To be fair, I don’t think the Gospel started out with such a horrible and unjust moral system. I think believers were trying to find some overriding purpose by which to rationalize the premature and unjust death of their beloved rabbi. The idea of a self-sacrificial atonement sounds like a noble reason to die, and so people adopted it to redeem their leader’s ignominious death and turn it into some kind of victory. They simply didn’t think things through, and consider the moral implications of what they were saying.

So like I said, a human and imperfect origin. A moral system that harms the innocent in order to benefit the guilty is about as corrupt and evil as any moral system can be. Yet you can’t have the Gospel without it. You might be able to have a different “gospel”—one that, say, allowed God to just forgive people without all the cruelty and bloodshed—but the Gospel of the Crucifixion cannot be divorced from a hopelessly flawed morality.

Comments

  1. SAWells says

    ” I think believers were trying to find some overriding purpose by which to rationalize the premature and unjust death of their beloved rabbi.”

    Were the followers of the Orphic mysteries trying to rationalise the death of Orpheus? Were the followers of the Eleusinian mysteries trying to rationalise the death of Hercules? A _completely fictional_ origin is the most parsimonious explanation for demigod-death-and-resurrection stories, especially as there’s no Roman record of any of the Jesus episodes. The whole thing is a fiction post-dating the revolt and suppression of 70 CE.

  2. Kevin says

    I live in the part of the country where there is an abundance of roadside crosses — maybe 15 to 20 feet in height, perhaps 6 to 7 feet across. Each of the four “arms” has some random word associated with this notion. Things like

    Blood — Salvation — Secured — Jesus

    It’s decidedly creepy. Because the focus is on the blood. If Jesus ever came back, these people would put him back on the cross again just to make sure salvation “took” the first time.

    They’re obsessed with the blood.

    • David Hart says

      It would be amusing to see one where the ‘blood’ was left in place, but the other three arms had been changed to read ‘phlegm’, ‘yellow bile’ and ‘black bile’.

  3. Tige Gibson says

    When I was a child I had a MAD Magazine board game where the objective was to become bankrupt and lose all your money (guilt).

  4. RabidDog says

    Well, I am afraid that the idea of negotiable guilt is just one aspect of the redemptive saviour narrative. The other is the idea of blood sacrifice. The idea of killing something in atonement for wrongdoing or to seek divine favour well predates xtianity. In the xtian myth the idea of blood sacrifice is conflated with negotiable guilt because the sacrificial object had some presumed volition in the matter, unlike the usual innocent lambs, goats, children etc. Either way this is batshit crazy.

  5. Zachary Smith says

    In my opinion this is the single most repellant feature of Christianity. The idea of blood sacrifice is barbaric & immoral, certainly not original to Christianity – and the guilty party is still guilty! So it’s also futile.

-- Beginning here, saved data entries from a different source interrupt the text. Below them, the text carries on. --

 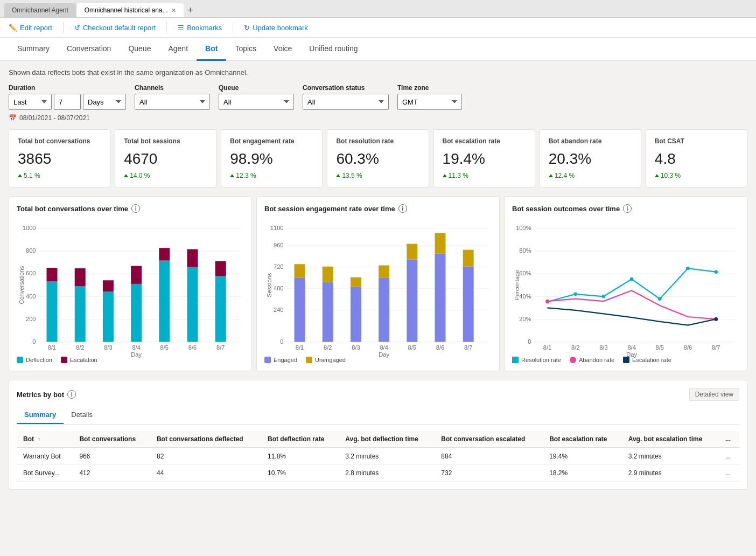 I want to click on nav-tab-agent: Agent, so click(x=178, y=50).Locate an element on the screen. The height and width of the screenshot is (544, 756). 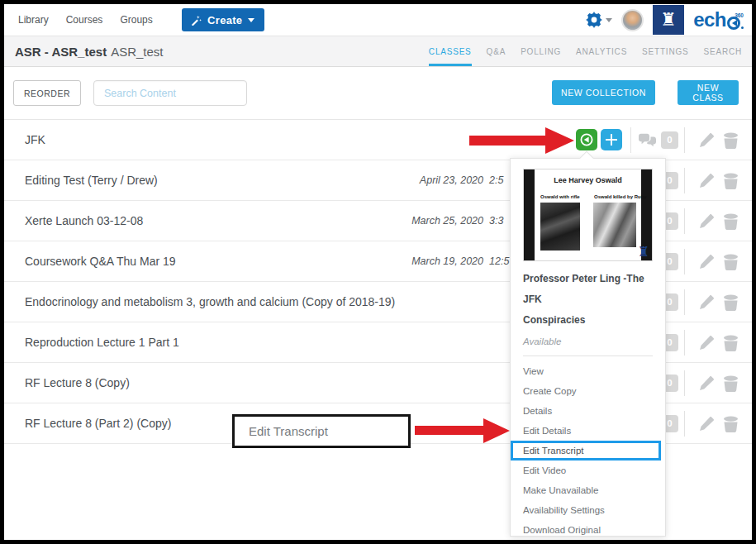
class-title: Xerte Launch 03-12-08 is located at coordinates (84, 221). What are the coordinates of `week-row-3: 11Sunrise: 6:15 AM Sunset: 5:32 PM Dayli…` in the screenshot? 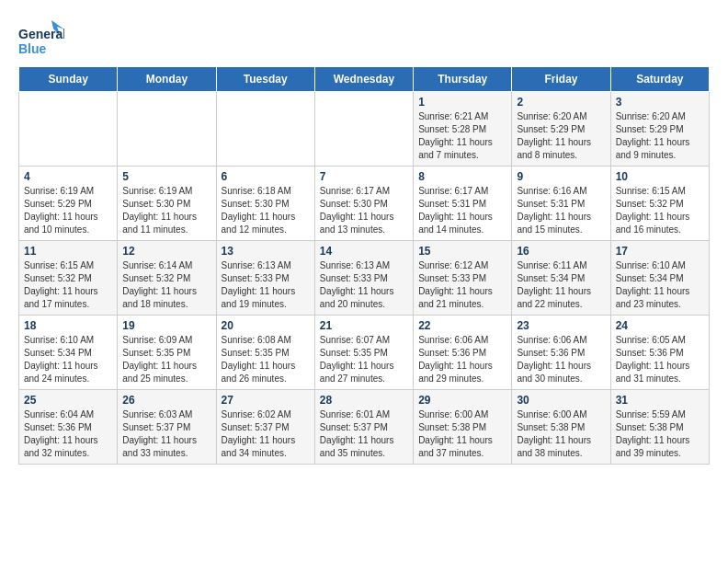 It's located at (364, 278). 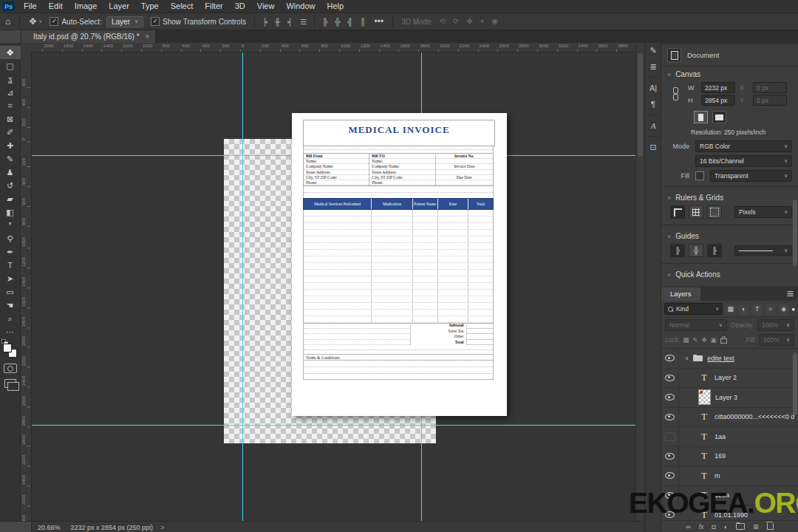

    Any god who would demand this kind of ritual is certainly a psychotic monster and unfit for human worship. If it does turn out that he exists, I will tell him so when I see him. Let him roast me – he shall not have the satisfaction of my “worship”.

    • Deacon Duncan says

      Not to mention how much the Judge so loved the mass murderer’s victims—past and future. Yeah, great judicial system there, Judge.